Improve your code: Regex creation is expensive
December 16, 2008 .Net, Improve Your Code 4 CommentsOne more Improve your code for an issue that I found in every .Net project I’ve ever worked that used Regex(es): People instantiating them too often.
I don’t remember a single project where I’ve seen them used properly (from the code-usage perspective not from the Regular Expression perspective).
Before a recommendation it’s worth noticing this critical piece of information from the MSDN documentation:
Thread Safety: The Regex class is immutable (read-only) and is inherently thread safe. Regex objects can be created on any thread and shared between threads […]
Yes, you can create one Regex and use it as many times as you want without issues.
Issue: Creating Regex classes is very very expensive
The Regex has to be parsed, a full execution tree has to be build and lots of code generated under the covers. Then, you use it once and it’s left hanging in memory for a long long time.
Thus, this is very expensive and wrong:
Regex regex = new Regex(@”^\d{13,19}$”);
It’s even worse when it’s used inside a for-loop for example or multiple times in a page.
Recommendation
The proper way to initialise your Regex for the best performance is declaring them at class level as static read-only and with the compiled flag set.
Like this:
private static readonly Regex valueFormatMatch = new Regex(@”(\[*\])”, RegexOptions.Compiled);
Why:
- Make it static: so you always have access to it. It’s thread safe so it’s ok to have it static.
- Make it read-only: so you avoid someone changing it half way through the run plus you help the JIT optimizer.
- If the expression is complex flag it as RegexOptions.Compiled: Improves performance as the parsing is tree is exported to an assembly which should yield better performance.
- Note: from personal experience I’ve noticed that this only works better if you have a complex expression. For simple expressions the version without Compiled seems to be slightly faster
Running some tests
For for the fun I’ve put together a small performance test that will run a simple Regex over several strings:
Test 1: Static readonly Regex with compiled flag
private static readonly Regex valueFormatMatch = new Regex(@”(\[*\])”, RegexOptions.Compiled);
private static void Test1() { Stopwatch s1 = new Stopwatch(); s1.Start(); for(int i = 0; i < _iterations; i++) { valueFormatMatch.IsMatch(“123:04″); valueFormatMatch.IsMatch(“23:34:56″); valueFormatMatch.IsMatch(“12345678″); } s1.Stop(); Console.WriteLine(“Test1: “ + s1.ElapsedMilliseconds ); }
Test 2: Creating the Regex inside the for-loop
private static void Test2() { Stopwatch s1 = new Stopwatch(); s1.Start(); for (int i = 0; i < _iterations; i++) { Regex test = new Regex(@”(\[*\])”); test.IsMatch(“123:04″); test.IsMatch(“23:34:56″); test.IsMatch(“12345678″); } s1.Stop(); Console.WriteLine(“Test2: “ + s1.ElapsedMilliseconds); GC.Collect(); GC.Collect(); }
Test 3: Creating the Regex inside the for-loop with the Compile flag set
private static void Test3() { Stopwatch s1 = new Stopwatch(); s1.Start(); for (int i = 0; i < _iterations; i++) { Regex test = new Regex(@”(\[*\])”, RegexOptions.Compiled); test.IsMatch(“123:04″); test.IsMatch(“23:34:56″); test.IsMatch(“12345678″); } s1.Stop(); Console.WriteLine(“Test3: “ + s1.ElapsedMilliseconds); GC.Collect(); GC.Collect(); }
Performance results over 10000 iterations:
- Test 1: Static readonly Regex with compiled flag: 10ms
- Test 2: Creating the Regex inside the for-loop: 153ms
- Test 3: Creating the Regex inside the for-loop with the Compile flag set: 13725ms
So, quite clearly the static-readonly Regex is your best option.
The test 3 all it proves is that it’s very expensive to do the compilation of the Regex. I like the idea and I apply it but the compiled flag it’s not really required. Just make sure you don’t have Regex-ex created everywhere through your code and you’ll be ok.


WORK ITEM:
Line count for "share": tally the lines of the records below that contain it, and give only that number.

START THE DATA

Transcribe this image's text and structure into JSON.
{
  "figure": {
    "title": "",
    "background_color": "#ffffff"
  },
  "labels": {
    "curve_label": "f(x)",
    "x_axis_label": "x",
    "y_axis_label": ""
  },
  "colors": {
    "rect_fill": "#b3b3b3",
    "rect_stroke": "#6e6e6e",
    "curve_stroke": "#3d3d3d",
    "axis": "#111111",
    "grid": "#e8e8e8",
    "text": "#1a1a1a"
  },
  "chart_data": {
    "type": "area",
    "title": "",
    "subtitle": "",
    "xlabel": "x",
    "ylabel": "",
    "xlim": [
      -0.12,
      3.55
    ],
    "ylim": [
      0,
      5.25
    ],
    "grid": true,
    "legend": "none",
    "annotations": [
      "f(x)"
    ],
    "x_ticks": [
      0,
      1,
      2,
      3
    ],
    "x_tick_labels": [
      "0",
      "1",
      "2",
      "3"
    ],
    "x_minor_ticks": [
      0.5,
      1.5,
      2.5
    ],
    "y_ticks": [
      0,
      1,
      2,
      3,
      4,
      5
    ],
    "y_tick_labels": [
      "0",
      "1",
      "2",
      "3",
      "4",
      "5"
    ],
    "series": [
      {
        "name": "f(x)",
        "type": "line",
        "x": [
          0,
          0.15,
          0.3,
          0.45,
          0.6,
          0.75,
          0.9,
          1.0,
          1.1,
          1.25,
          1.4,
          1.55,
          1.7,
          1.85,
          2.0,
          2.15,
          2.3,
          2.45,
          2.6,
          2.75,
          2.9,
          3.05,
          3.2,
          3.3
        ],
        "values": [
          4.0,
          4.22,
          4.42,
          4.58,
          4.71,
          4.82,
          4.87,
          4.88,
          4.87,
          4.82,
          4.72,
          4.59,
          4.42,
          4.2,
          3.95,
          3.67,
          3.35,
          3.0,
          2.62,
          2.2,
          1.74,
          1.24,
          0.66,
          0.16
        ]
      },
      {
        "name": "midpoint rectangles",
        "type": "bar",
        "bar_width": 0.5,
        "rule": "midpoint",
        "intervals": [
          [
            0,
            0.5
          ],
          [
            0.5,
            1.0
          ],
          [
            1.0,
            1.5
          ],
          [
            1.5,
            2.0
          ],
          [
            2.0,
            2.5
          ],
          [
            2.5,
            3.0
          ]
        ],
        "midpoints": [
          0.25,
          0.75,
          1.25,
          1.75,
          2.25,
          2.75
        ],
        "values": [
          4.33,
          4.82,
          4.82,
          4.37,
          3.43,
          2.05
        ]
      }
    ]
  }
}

END THE DATA
START THE DATA

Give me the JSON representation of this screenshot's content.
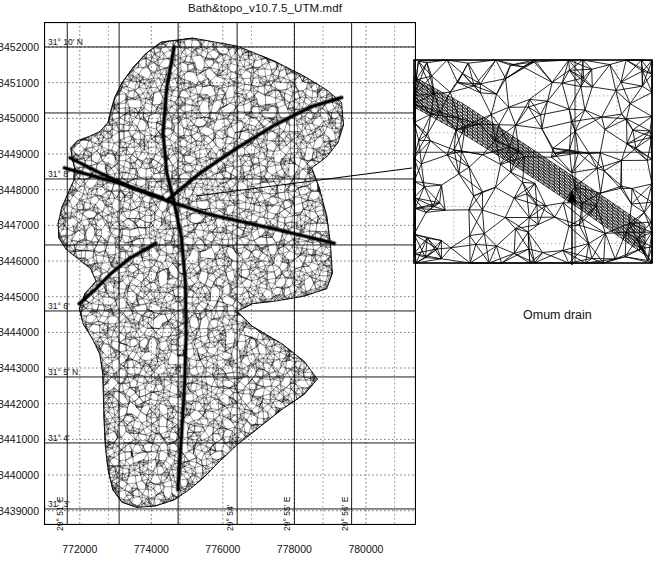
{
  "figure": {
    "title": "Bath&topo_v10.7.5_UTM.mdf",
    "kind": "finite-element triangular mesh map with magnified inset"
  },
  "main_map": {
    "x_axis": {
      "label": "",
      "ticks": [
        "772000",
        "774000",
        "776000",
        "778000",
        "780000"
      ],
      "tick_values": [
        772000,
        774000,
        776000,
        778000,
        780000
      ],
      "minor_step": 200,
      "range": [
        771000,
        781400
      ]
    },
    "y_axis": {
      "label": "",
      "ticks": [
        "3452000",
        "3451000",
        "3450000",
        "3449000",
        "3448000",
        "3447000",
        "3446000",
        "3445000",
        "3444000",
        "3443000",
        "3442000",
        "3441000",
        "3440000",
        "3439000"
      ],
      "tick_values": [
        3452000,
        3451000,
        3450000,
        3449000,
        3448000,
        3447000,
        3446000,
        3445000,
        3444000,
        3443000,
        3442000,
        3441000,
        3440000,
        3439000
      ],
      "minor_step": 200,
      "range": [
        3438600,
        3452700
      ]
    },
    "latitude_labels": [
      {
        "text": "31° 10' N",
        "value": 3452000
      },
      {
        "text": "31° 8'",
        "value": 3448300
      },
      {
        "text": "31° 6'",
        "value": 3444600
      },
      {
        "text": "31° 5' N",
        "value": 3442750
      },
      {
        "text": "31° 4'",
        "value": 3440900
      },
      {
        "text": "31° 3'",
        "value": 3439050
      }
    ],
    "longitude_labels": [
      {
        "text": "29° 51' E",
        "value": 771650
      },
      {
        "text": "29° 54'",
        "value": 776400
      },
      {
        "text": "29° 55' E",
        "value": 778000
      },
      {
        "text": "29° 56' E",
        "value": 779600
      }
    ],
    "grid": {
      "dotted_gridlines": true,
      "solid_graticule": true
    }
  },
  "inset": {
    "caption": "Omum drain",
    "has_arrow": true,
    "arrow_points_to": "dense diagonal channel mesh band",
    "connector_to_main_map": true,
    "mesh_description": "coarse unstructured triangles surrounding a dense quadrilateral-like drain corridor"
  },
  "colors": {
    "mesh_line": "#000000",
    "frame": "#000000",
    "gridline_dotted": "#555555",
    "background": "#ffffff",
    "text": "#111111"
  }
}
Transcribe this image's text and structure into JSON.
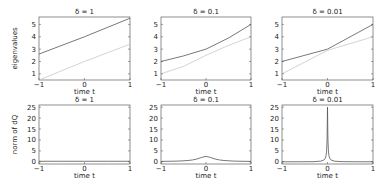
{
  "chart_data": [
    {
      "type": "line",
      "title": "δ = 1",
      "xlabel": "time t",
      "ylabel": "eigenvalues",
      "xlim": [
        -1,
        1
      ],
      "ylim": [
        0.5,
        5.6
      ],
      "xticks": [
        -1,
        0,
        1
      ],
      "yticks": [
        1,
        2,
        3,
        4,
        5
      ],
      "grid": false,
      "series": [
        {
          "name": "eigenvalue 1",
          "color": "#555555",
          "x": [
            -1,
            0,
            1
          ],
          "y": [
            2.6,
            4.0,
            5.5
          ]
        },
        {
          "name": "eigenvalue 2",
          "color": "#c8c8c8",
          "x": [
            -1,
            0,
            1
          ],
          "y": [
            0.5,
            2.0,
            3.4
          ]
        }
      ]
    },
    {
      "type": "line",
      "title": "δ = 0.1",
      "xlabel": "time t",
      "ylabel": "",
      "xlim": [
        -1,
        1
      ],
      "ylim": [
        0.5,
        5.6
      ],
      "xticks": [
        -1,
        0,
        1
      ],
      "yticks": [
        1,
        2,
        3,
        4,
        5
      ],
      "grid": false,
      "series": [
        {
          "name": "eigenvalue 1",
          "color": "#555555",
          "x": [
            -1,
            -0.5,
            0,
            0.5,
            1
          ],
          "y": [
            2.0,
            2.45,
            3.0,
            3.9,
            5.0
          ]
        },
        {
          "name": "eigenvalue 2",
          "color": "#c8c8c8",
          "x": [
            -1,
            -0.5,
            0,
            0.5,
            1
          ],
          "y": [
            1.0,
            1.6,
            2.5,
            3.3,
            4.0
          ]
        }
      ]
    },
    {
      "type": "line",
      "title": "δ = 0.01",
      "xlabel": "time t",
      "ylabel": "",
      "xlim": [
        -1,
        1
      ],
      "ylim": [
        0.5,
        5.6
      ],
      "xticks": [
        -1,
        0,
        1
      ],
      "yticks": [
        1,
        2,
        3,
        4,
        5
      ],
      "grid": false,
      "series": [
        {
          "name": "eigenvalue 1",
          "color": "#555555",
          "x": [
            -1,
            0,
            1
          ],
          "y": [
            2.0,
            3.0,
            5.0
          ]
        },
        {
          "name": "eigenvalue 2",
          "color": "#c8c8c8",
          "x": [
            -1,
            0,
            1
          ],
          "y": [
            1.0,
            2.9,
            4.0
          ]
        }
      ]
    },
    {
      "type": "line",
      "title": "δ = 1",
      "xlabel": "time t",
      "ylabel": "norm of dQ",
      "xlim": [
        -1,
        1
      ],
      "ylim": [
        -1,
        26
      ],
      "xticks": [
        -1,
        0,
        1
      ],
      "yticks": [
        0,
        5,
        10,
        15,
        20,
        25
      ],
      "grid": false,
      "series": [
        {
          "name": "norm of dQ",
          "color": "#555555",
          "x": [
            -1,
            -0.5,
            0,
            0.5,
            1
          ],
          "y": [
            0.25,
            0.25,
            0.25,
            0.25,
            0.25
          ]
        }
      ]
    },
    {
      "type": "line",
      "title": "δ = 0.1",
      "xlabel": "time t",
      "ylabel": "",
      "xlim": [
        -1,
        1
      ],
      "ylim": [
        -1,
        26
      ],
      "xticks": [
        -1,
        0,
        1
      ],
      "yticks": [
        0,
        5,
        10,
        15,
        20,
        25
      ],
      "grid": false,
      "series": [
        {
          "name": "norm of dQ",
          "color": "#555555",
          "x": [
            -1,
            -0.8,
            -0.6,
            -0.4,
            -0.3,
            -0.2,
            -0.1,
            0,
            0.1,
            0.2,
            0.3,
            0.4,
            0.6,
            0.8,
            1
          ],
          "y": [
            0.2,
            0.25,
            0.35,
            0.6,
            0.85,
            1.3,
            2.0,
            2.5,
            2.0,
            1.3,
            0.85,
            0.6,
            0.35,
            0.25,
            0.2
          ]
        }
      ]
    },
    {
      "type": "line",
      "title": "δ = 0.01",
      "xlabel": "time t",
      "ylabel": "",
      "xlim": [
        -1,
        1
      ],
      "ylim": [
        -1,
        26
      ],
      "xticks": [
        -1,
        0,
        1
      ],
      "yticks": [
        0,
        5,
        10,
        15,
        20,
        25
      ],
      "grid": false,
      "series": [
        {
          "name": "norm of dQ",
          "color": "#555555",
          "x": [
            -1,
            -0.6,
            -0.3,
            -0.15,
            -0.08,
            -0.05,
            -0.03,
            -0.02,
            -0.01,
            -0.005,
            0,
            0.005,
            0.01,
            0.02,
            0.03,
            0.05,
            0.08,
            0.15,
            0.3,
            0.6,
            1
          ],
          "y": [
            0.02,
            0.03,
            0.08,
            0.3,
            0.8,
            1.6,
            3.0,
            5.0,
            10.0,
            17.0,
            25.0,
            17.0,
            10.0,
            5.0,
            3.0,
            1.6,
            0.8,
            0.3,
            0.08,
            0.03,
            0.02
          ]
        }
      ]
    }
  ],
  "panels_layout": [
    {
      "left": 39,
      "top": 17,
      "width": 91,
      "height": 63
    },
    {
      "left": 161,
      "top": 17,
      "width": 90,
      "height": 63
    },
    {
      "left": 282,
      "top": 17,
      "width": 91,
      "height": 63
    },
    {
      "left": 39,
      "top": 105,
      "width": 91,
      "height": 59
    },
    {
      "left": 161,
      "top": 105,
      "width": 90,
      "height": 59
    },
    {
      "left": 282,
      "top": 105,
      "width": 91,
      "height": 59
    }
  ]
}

END THE DATA
START THE DATA

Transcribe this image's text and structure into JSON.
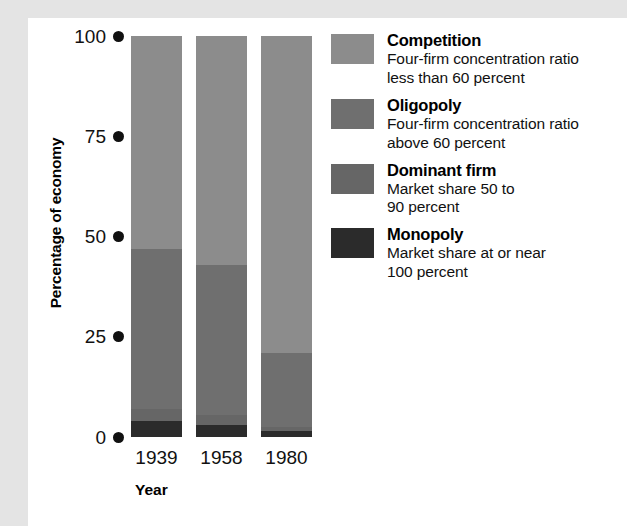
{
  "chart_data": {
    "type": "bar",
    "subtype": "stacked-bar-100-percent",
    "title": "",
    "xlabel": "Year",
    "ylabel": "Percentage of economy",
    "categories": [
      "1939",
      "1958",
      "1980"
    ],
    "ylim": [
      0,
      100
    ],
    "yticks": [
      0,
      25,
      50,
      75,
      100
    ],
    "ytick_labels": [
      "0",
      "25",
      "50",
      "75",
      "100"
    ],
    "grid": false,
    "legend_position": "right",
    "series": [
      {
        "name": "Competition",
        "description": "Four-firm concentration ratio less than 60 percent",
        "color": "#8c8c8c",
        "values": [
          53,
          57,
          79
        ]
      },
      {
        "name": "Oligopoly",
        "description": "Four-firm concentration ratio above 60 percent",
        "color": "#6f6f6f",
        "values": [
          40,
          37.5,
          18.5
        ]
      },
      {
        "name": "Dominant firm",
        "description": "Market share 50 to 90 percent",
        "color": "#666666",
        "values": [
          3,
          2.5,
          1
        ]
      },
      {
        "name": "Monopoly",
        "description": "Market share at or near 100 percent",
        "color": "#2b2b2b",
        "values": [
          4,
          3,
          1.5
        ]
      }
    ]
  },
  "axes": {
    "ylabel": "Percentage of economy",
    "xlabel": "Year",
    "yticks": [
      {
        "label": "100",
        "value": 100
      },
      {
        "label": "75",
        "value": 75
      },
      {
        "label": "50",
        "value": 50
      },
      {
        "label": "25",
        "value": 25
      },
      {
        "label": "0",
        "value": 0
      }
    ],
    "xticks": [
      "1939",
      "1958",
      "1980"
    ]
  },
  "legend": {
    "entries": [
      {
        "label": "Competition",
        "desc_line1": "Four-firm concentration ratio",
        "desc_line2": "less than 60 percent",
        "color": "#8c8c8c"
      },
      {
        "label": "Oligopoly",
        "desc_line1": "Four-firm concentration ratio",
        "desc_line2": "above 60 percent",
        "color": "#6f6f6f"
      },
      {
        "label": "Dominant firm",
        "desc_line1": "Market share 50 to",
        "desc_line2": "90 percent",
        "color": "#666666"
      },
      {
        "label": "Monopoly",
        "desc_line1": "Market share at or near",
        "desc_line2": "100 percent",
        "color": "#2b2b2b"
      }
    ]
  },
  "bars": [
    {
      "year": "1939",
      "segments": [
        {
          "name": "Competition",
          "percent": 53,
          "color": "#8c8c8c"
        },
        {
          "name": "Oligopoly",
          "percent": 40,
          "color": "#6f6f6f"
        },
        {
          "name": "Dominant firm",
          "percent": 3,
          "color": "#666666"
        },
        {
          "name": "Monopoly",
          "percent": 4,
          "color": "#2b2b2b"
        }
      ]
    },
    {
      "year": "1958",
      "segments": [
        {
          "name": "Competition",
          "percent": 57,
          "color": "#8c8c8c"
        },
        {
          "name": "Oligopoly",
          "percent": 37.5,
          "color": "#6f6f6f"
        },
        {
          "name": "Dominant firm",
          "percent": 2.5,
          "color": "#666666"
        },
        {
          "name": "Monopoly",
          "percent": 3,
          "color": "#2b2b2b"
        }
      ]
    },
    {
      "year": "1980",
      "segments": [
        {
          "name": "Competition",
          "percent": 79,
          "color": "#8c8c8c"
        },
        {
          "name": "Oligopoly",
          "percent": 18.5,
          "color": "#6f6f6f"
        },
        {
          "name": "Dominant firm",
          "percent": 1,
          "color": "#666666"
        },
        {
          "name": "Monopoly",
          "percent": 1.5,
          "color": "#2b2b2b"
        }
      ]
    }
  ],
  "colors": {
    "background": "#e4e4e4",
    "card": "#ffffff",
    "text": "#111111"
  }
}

END THE DATA

RESPONSE AREA:
4